That’s Narayana Kocherlakota writing in an op-ed in Bloomberg Opinion on Friday.

The 56-year-old economist, who served as president of the Federal Reserve Bank of Minneapolis from 2009 until 2015, argues that the U.S. central bank should follow its peers in Europe by taking benchmark rates, which stand at a range between 0% and 0.25% after a series of emergency rate cuts last month, negative for the first time in history.

The former Fed official makes the case that the economic devastation due to responses to curtail the deadly COVID-19 pandemic warrants a shock-and-awe counter by the U.S. central bank.

“Terrifyingly high unemployment and potentially rapid disinflation are powerful arguments in favor,” Kocherlakota said. “Next week, the Fed should take interest rates at least a quarter percentage point below zero,” he said.

On Thursday, data from the Labor Department showed another 4.4 million people filed new jobless claims for the week ended April 18, to push the total above 26 million since the coronavirus crisis laid siege to the U.S. economy a month and a half ago.

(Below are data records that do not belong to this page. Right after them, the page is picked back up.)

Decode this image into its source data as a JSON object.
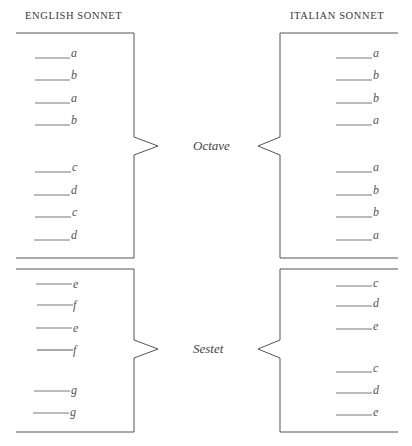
{
  "titles": {
    "left": "ENGLISH SONNET",
    "right": "ITALIAN SONNET"
  },
  "labels": {
    "octave": "Octave",
    "sestet": "Sestet"
  },
  "english": {
    "octave": [
      "a",
      "b",
      "a",
      "b",
      "c",
      "d",
      "c",
      "d"
    ],
    "sestet": [
      "e",
      "f",
      "e",
      "f",
      "g",
      "g"
    ]
  },
  "italian": {
    "octave": [
      "a",
      "b",
      "b",
      "a",
      "a",
      "b",
      "b",
      "a"
    ],
    "sestet": [
      "c",
      "d",
      "e",
      "c",
      "d",
      "e"
    ]
  }
}
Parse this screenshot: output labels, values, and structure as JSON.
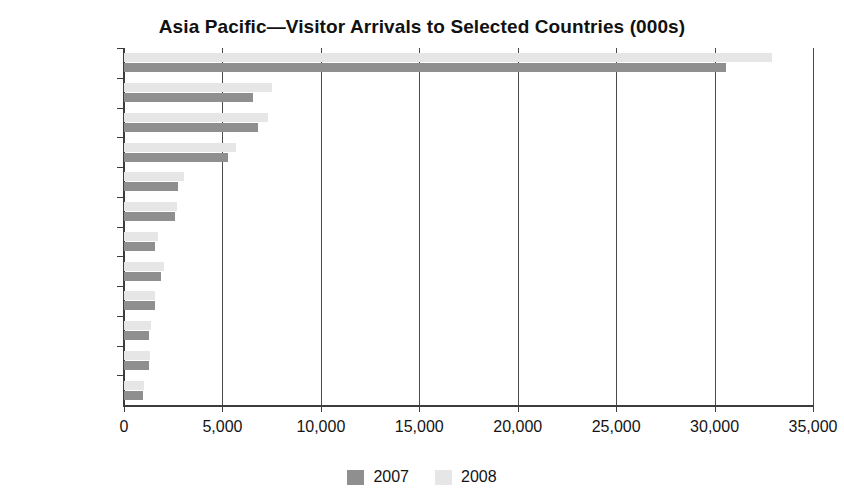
{
  "chart_data": {
    "type": "bar",
    "orientation": "horizontal",
    "title": "Asia Pacific—Visitor Arrivals to Selected Countries (000s)",
    "xlabel": "",
    "ylabel": "",
    "xlim": [
      0,
      35000
    ],
    "xticks": [
      0,
      5000,
      10000,
      15000,
      20000,
      25000,
      30000,
      35000
    ],
    "xtick_labels": [
      "0",
      "5,000",
      "10,000",
      "15,000",
      "20,000",
      "25,000",
      "30,000",
      "35,000"
    ],
    "grid": true,
    "legend_position": "bottom",
    "categories": [
      "China (PRC)",
      "Macau",
      "Hong Kong",
      "Malaysia",
      "Thailand",
      "Singapore",
      "India",
      "Japan",
      "Australia",
      "Indonesia",
      "Vietnam",
      "Philippines"
    ],
    "series": [
      {
        "name": "2007",
        "color": "#8f8f8f",
        "values": [
          30600,
          6550,
          6800,
          5300,
          2750,
          2600,
          1600,
          1900,
          1550,
          1250,
          1250,
          960
        ]
      },
      {
        "name": "2008",
        "color": "#e6e6e6",
        "values": [
          32900,
          7500,
          7300,
          5700,
          3050,
          2700,
          1750,
          2050,
          1600,
          1350,
          1300,
          1000
        ]
      }
    ]
  },
  "legend": {
    "items": [
      {
        "label": "2007",
        "color": "#8f8f8f"
      },
      {
        "label": "2008",
        "color": "#e6e6e6"
      }
    ]
  }
}
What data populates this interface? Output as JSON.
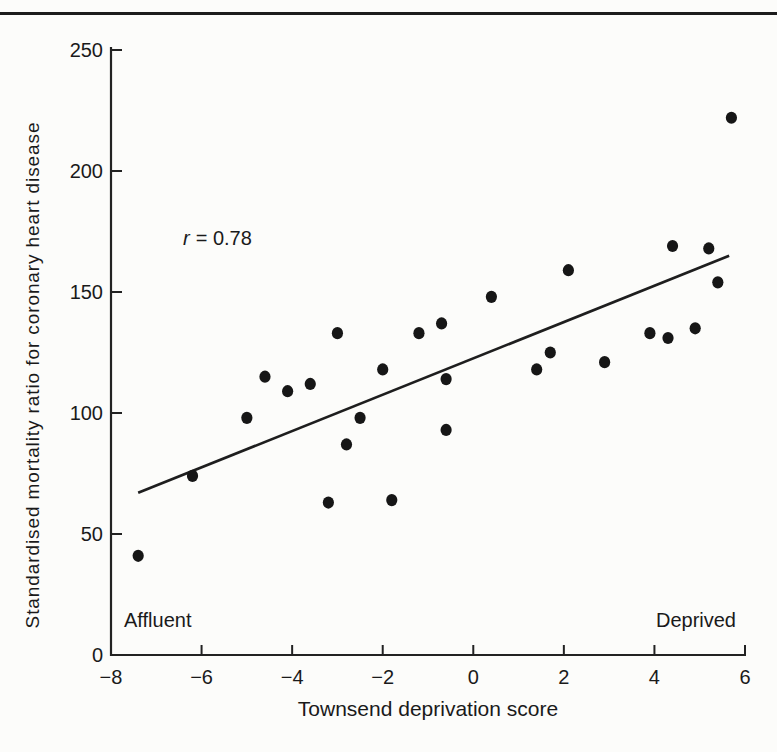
{
  "page": {
    "background": "#fcfcfa",
    "rule_color": "#1c1c1c"
  },
  "chart_data": {
    "type": "scatter",
    "title": "",
    "xlabel": "Townsend deprivation score",
    "ylabel": "Standardised mortality ratio for coronary heart disease",
    "xlim": [
      -8,
      6
    ],
    "ylim": [
      0,
      250
    ],
    "x_ticks": [
      -8,
      -6,
      -4,
      -2,
      0,
      2,
      4,
      6
    ],
    "y_ticks": [
      0,
      50,
      100,
      150,
      200,
      250
    ],
    "grid": false,
    "legend": null,
    "point_color": "#161616",
    "line_color": "#1e1e1e",
    "axis_color": "#222222",
    "annotation": {
      "symbol": "r",
      "rest": "= 0.78",
      "x": -5.7,
      "y": 171
    },
    "corner_labels": {
      "left": "Affluent",
      "right": "Deprived"
    },
    "r_value": 0.78,
    "points": [
      [
        -7.4,
        41
      ],
      [
        -6.2,
        74
      ],
      [
        -5.0,
        98
      ],
      [
        -4.6,
        115
      ],
      [
        -4.1,
        109
      ],
      [
        -3.6,
        112
      ],
      [
        -3.2,
        63
      ],
      [
        -3.0,
        133
      ],
      [
        -2.8,
        87
      ],
      [
        -2.5,
        98
      ],
      [
        -2.0,
        118
      ],
      [
        -1.8,
        64
      ],
      [
        -1.2,
        133
      ],
      [
        -0.7,
        137
      ],
      [
        -0.6,
        114
      ],
      [
        -0.6,
        93
      ],
      [
        0.4,
        148
      ],
      [
        1.4,
        118
      ],
      [
        1.7,
        125
      ],
      [
        2.1,
        159
      ],
      [
        2.9,
        121
      ],
      [
        3.9,
        133
      ],
      [
        4.3,
        131
      ],
      [
        4.4,
        169
      ],
      [
        4.9,
        135
      ],
      [
        5.2,
        168
      ],
      [
        5.4,
        154
      ],
      [
        5.7,
        222
      ]
    ],
    "regression_line": {
      "x1": -7.4,
      "y1": 67,
      "x2": 5.65,
      "y2": 165
    }
  }
}
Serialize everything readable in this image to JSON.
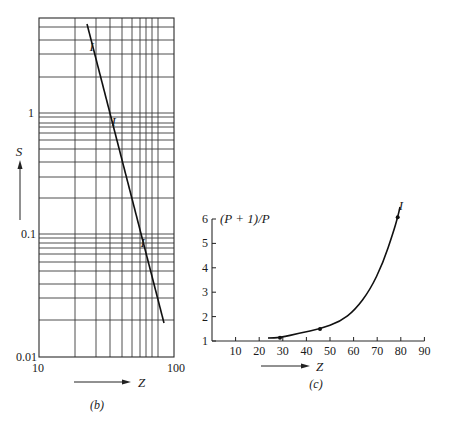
{
  "chart_data": [
    {
      "id": "b",
      "type": "line",
      "caption": "(b)",
      "title": "",
      "xlabel": "Z",
      "ylabel": "S",
      "xscale": "log",
      "yscale": "log",
      "xlim": [
        10,
        100
      ],
      "ylim": [
        0.01,
        6
      ],
      "x_tick_labels": [
        "10",
        "100"
      ],
      "y_tick_labels": [
        "0.01",
        "0.1",
        "1"
      ],
      "grid": true,
      "series": [
        {
          "name": "S vs Z (log-log fit)",
          "points": [
            [
              24,
              5.2
            ],
            [
              25,
              3.5
            ],
            [
              36,
              0.85
            ],
            [
              59,
              0.085
            ],
            [
              86,
              0.019
            ]
          ],
          "markers": [
            {
              "x": 25,
              "y": 3.5,
              "label": "I"
            },
            {
              "x": 36,
              "y": 0.85,
              "label": "I"
            },
            {
              "x": 59,
              "y": 0.085,
              "label": "I"
            }
          ]
        }
      ],
      "annotations": [
        "Z arrow pointing right",
        "S arrow pointing up"
      ]
    },
    {
      "id": "c",
      "type": "line",
      "caption": "(c)",
      "title": "",
      "xlabel": "Z",
      "ylabel": "(P + 1)/P",
      "xlim": [
        0,
        90
      ],
      "ylim": [
        1,
        6
      ],
      "x_ticks": [
        10,
        20,
        30,
        40,
        50,
        60,
        70,
        80,
        90
      ],
      "y_ticks": [
        1,
        2,
        3,
        4,
        5,
        6
      ],
      "grid": false,
      "series": [
        {
          "name": "(P+1)/P vs Z",
          "points": [
            [
              24,
              1.12
            ],
            [
              29,
              1.14
            ],
            [
              46,
              1.49
            ],
            [
              54,
              1.8
            ],
            [
              67,
              2.1
            ],
            [
              73,
              3.1
            ],
            [
              77,
              4.3
            ],
            [
              79,
              6.05
            ],
            [
              80,
              6.5
            ]
          ],
          "markers": [
            {
              "x": 29,
              "y": 1.14
            },
            {
              "x": 46,
              "y": 1.49
            },
            {
              "x": 79,
              "y": 6.05
            }
          ],
          "end_label": "I"
        }
      ],
      "annotations": [
        "Z arrow pointing right",
        "curve label I at top end"
      ]
    }
  ],
  "labels": {
    "b_caption": "(b)",
    "c_caption": "(c)",
    "b_xlabel": "Z",
    "b_ylabel": "S",
    "c_xlabel": "Z",
    "c_ylabel": "(P + 1)/P",
    "b_xticks": [
      "10",
      "100"
    ],
    "b_yticks": [
      "1",
      "0.1",
      "0.01"
    ],
    "c_xticks": [
      "10",
      "20",
      "30",
      "40",
      "50",
      "60",
      "70",
      "80",
      "90"
    ],
    "c_yticks": [
      "1",
      "2",
      "3",
      "4",
      "5",
      "6"
    ],
    "marker_label": "I",
    "c_end_label": "I"
  },
  "layout": {
    "b": {
      "frame": {
        "left": 39,
        "right": 174,
        "top": 18,
        "bottom": 357
      },
      "vgrid_px": [
        75,
        96,
        110,
        122,
        132,
        140,
        146,
        152,
        158
      ],
      "hgrid_px": [
        27,
        40,
        54,
        77,
        113,
        117,
        123,
        127,
        133,
        140,
        149,
        162,
        177,
        198,
        234,
        238,
        243,
        248,
        254,
        262,
        271,
        284,
        298,
        320
      ],
      "line_px": [
        [
          87,
          24
        ],
        [
          164,
          323
        ]
      ],
      "marker_px": [
        [
          91.7,
          46.7
        ],
        [
          113.7,
          121.7
        ],
        [
          142.7,
          242.7
        ]
      ]
    },
    "c": {
      "origin_px": [
        212,
        341
      ],
      "x_px_per_unit": 2.36,
      "y_px_per_unit": 24.4,
      "curve_px": [
        [
          268,
          338
        ],
        [
          280,
          337.7
        ],
        [
          300,
          333
        ],
        [
          320,
          329
        ],
        [
          340,
          321.7
        ],
        [
          355,
          310
        ],
        [
          370,
          290
        ],
        [
          383,
          263
        ],
        [
          393,
          233
        ],
        [
          397.7,
          217.3
        ],
        [
          400,
          207
        ]
      ],
      "marker_px": [
        [
          280,
          337.7
        ],
        [
          320,
          329
        ],
        [
          397.7,
          217.3
        ]
      ]
    }
  },
  "colors": {
    "ink": "#1a1a1a",
    "grid": "#3a3a3a",
    "background": "#ffffff"
  }
}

The spike in unemployment has likely pushed the jobless rate to between 15% and 20%, some economists estimate. The only other time in American history when unemployment was that high was in the early stages of the Great Depression almost a century ago.

Rates below 0% aren’t far away at current levels, but the Fed has been reluctant to bring interest rates into negative territory, and during the 2007-09 recession they opted to use unconventional measures like buying bonds rather than setting negative interest rates.

During this current viral crisis, the central bank has unleashed an array of stimulus measures to loosen seized up parts of the financial market and to ease borrowing costs for markets, small businesses and households that have been badly damaged by the deadly infectious disease hat emerged in 2019.

The efforts by the Fed have ballooned its balance sheet to $6.6 trillion in the week ended April 22, and is likely to hit $9 trillion by the summer, based on some economists’ estimates.

Against that backdrop, and alongside trillions more doled out by the U.S. government, the Dow Jones Industrial Average DJIA, +1.10%, the S&P 500 index SPX, +1.39% and the Nasdaq Composite Index COMP, +1.64% have risen sharply from bear-market lows hit on March 23.

President Donald Trump has been a big advocate of taking rates subzero, which have prevailed in Europe for years and have existed in a third of the world.

However, there are consequences for taking rates under 0%. Notably, it would become harder — or, at least, expensive — to save money. Banks would be charging negative rates on deposits, meaning that consumers would be paying the bank for opportunity to save money. And the bank’s profits themselves would be hurt.

However, Kocherlakota says that negative rates would stoke consumer demand and encourage banks to lend more aggressively at lower interest rates. The ex-Fed official says that worries about financial stability, the argument that bank shares would be distressed because investors would worry about their profitability, are misplaced in light of the current biological threat that has beset the market and the economy.

The Fed’s next policy meeting is April 28-29, which will conclude with a news conference hosted by Chairman Jerome Powell on Wednesday at 2:30 p.m. Eastern Time. The market is betting that there is no chance for a policy change at that point, based on federal-funds futures, CME Group data show.